Over the past week, I’ve had more than the usual number of pastoral visits and conversations. I spent half an hour sitting with a dead woman, waiting for her family to arrive. I sat beside the hospital bed of someone who is in the midst of serious health crisis. I talked with someone who is under stress and having problems with his/her spouse. I listened to someone tell me about the illness of a grandchild’s parent. And quite a few more besides.
My older sister is a non-fiction writer, and professor of writing at Indiana University East. Recently she told the students in one of her writing classes that they should always keep a notebook on hand, “a little book you jot things down in when they occur to you… because everything must be turned into writing. Everything.” I used to keep such a notebook, but I don’t any longer. The change came when I started working as a minister. The spoken word demands a different kind of thought process than does the written word — it is less precise, it requires more repetition, it is more formulaic, it is inherently improvisational (even if you speak from a text as I do), and it is rooted in memory not in written notes. Because of this, most preachers are not particularly good writers of prose, although some preachers wind up being pretty good poets.
Oh, and something else happened to me this week. I was driving somewhere with a member of our church, and a small silver sports car pulled right out in front of me without even looking and I jammed on the brakes hit the horn swerved missed the idiot by about two feet and shouted through the windshield at the other driver (who didn’t even look until the last minute!), What the $%&#, buddy!?! Yep, I dropped a big loud f-bomb right where a church member could hear it (fortunately he’s the son of a preacher and so has no illusions about the ministry). If ever there was an incident worth recording in the notebook I do not carry, that was it.
Index cards work well too. Slip a couple in your pocket and jot things down.
My yoga teacher, John Friend, often directs us to write down our thoughts on yoga philosophy and alignment. He believes that we will be better at conveying information to our students in the practice room if we are able to articulate our thoughts clearly in writing.
Me, I just like writing in a notebook. I’ve been doing it since I was eleven.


There is a line containing "List all visible" in the records below. Repeat it and every line after it, exactly, through the final line, but no pictures.

■ Excerpts from a figure dataset:
━━━━━━
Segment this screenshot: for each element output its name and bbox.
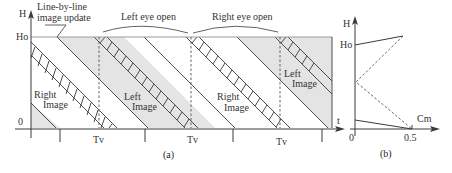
annotation-pointer	[45, 25, 66, 37]
b-y-tick-ho: Ho	[340, 39, 352, 50]
region-label-right-2a: Right	[217, 91, 239, 102]
caption-b: (b)	[380, 148, 392, 160]
panel-b: H Ho Cm 0 0.5 (b)	[340, 16, 440, 160]
b-x-tick-0.5: 0.5	[404, 132, 417, 143]
panel-a: H Ho 0 t Line-by-line image update Left …	[15, 1, 345, 161]
b-x-tick-0: 0	[349, 132, 354, 143]
annotation-line1: Line-by-line	[37, 1, 88, 12]
b-y-axis-label: H	[343, 18, 350, 29]
b-x-axis-label: Cm	[417, 113, 432, 124]
brace-right-eye	[193, 26, 278, 33]
period-label-1: Tv	[93, 134, 104, 145]
period-label-2: Tv	[187, 134, 198, 145]
caption-a: (a)	[163, 149, 174, 161]
period-label-3: Tv	[276, 136, 287, 147]
annotation-line2: image update	[37, 12, 91, 23]
b-dashed	[356, 36, 412, 129]
figure: H Ho 0 t Line-by-line image update Left …	[0, 0, 452, 173]
region-label-left-2b: Image	[292, 78, 318, 89]
y-tick-zero: 0	[18, 116, 23, 127]
x-axis-label: t	[337, 115, 340, 126]
brace-left-eye	[103, 26, 188, 33]
region-label-left-1b: Image	[132, 101, 158, 112]
y-axis-label: H	[19, 8, 26, 19]
y-tick-ho: Ho	[16, 31, 28, 42]
region-label-right-2b: Image	[224, 102, 250, 113]
region-label-right-1b: Image	[43, 99, 69, 110]
brace-label-left-eye: Left eye open	[121, 11, 176, 22]
brace-label-right-eye: Right eye open	[212, 11, 273, 22]
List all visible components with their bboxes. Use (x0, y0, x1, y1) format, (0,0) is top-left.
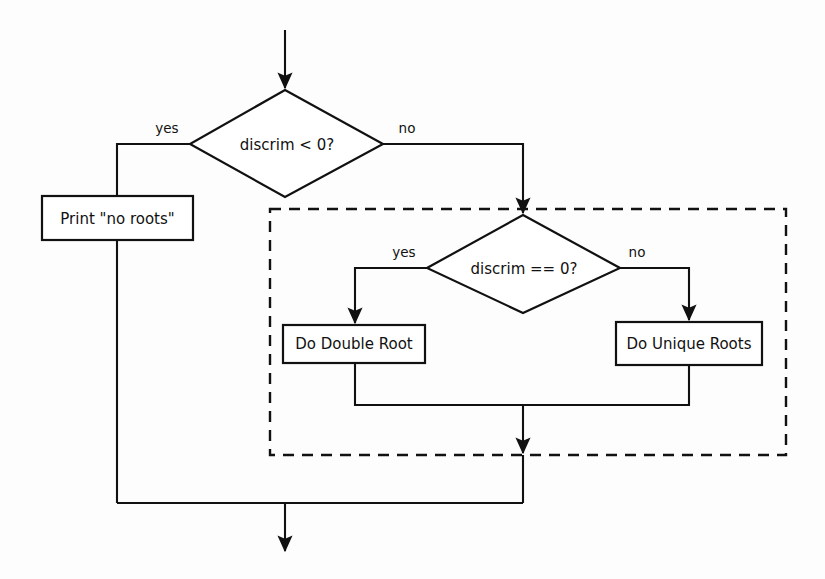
edge-label-discrim-lt-zero-no: no (399, 120, 416, 136)
connector-discrim-lt-zero-yes (117, 144, 190, 196)
process-do-double-root-label: Do Double Root (295, 335, 413, 353)
process-print-no-roots[interactable]: Print "no roots" (42, 196, 193, 240)
connector-discrim-lt-zero-no (383, 144, 523, 213)
edge-label-discrim-eq-zero-yes: yes (392, 244, 415, 260)
flowchart-canvas: discrim < 0? yes no Print "no roots" dis… (0, 0, 825, 579)
decision-discrim-lt-zero[interactable]: discrim < 0? (190, 90, 383, 197)
process-do-double-root[interactable]: Do Double Root (283, 325, 425, 363)
edge-label-discrim-eq-zero-no: no (629, 244, 646, 260)
process-do-unique-roots-label: Do Unique Roots (627, 335, 752, 353)
connector-do-unique-roots-out (523, 365, 689, 405)
decision-discrim-eq-zero-label: discrim == 0? (471, 260, 578, 278)
process-print-no-roots-label: Print "no roots" (60, 210, 174, 228)
connector-discrim-eq-zero-no (620, 268, 689, 320)
flowchart-diagram: discrim < 0? yes no Print "no roots" dis… (0, 0, 825, 579)
decision-discrim-lt-zero-label: discrim < 0? (240, 136, 334, 154)
decision-discrim-eq-zero[interactable]: discrim == 0? (427, 215, 620, 313)
connector-discrim-eq-zero-yes (355, 268, 427, 323)
connector-do-double-root-out (355, 363, 523, 405)
process-do-unique-roots[interactable]: Do Unique Roots (616, 322, 762, 365)
edge-label-discrim-lt-zero-yes: yes (155, 120, 178, 136)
━━━━━━
■ Task solution:
List all visible components with their bboxes. Use (x0, y0, x1, y1) format, (0,0) is top-left.
edge-label-discrim-lt-zero-no: no (399, 120, 416, 136)
connector-discrim-lt-zero-yes (117, 144, 190, 196)
process-do-double-root-label: Do Double Root (295, 335, 413, 353)
process-print-no-roots[interactable]: Print "no roots" (42, 196, 193, 240)
connector-discrim-lt-zero-no (383, 144, 523, 213)
edge-label-discrim-eq-zero-yes: yes (392, 244, 415, 260)
flowchart-canvas: discrim < 0? yes no Print "no roots" dis… (0, 0, 825, 579)
decision-discrim-lt-zero[interactable]: discrim < 0? (190, 90, 383, 197)
process-do-double-root[interactable]: Do Double Root (283, 325, 425, 363)
edge-label-discrim-eq-zero-no: no (629, 244, 646, 260)
process-do-unique-roots-label: Do Unique Roots (627, 335, 752, 353)
connector-do-unique-roots-out (523, 365, 689, 405)
decision-discrim-eq-zero-label: discrim == 0? (471, 260, 578, 278)
process-print-no-roots-label: Print "no roots" (60, 210, 174, 228)
connector-discrim-eq-zero-no (620, 268, 689, 320)
flowchart-diagram: discrim < 0? yes no Print "no roots" dis… (0, 0, 825, 579)
decision-discrim-lt-zero-label: discrim < 0? (240, 136, 334, 154)
decision-discrim-eq-zero[interactable]: discrim == 0? (427, 215, 620, 313)
connector-discrim-eq-zero-yes (355, 268, 427, 323)
connector-do-double-root-out (355, 363, 523, 405)
process-do-unique-roots[interactable]: Do Unique Roots (616, 322, 762, 365)
edge-label-discrim-lt-zero-yes: yes (155, 120, 178, 136)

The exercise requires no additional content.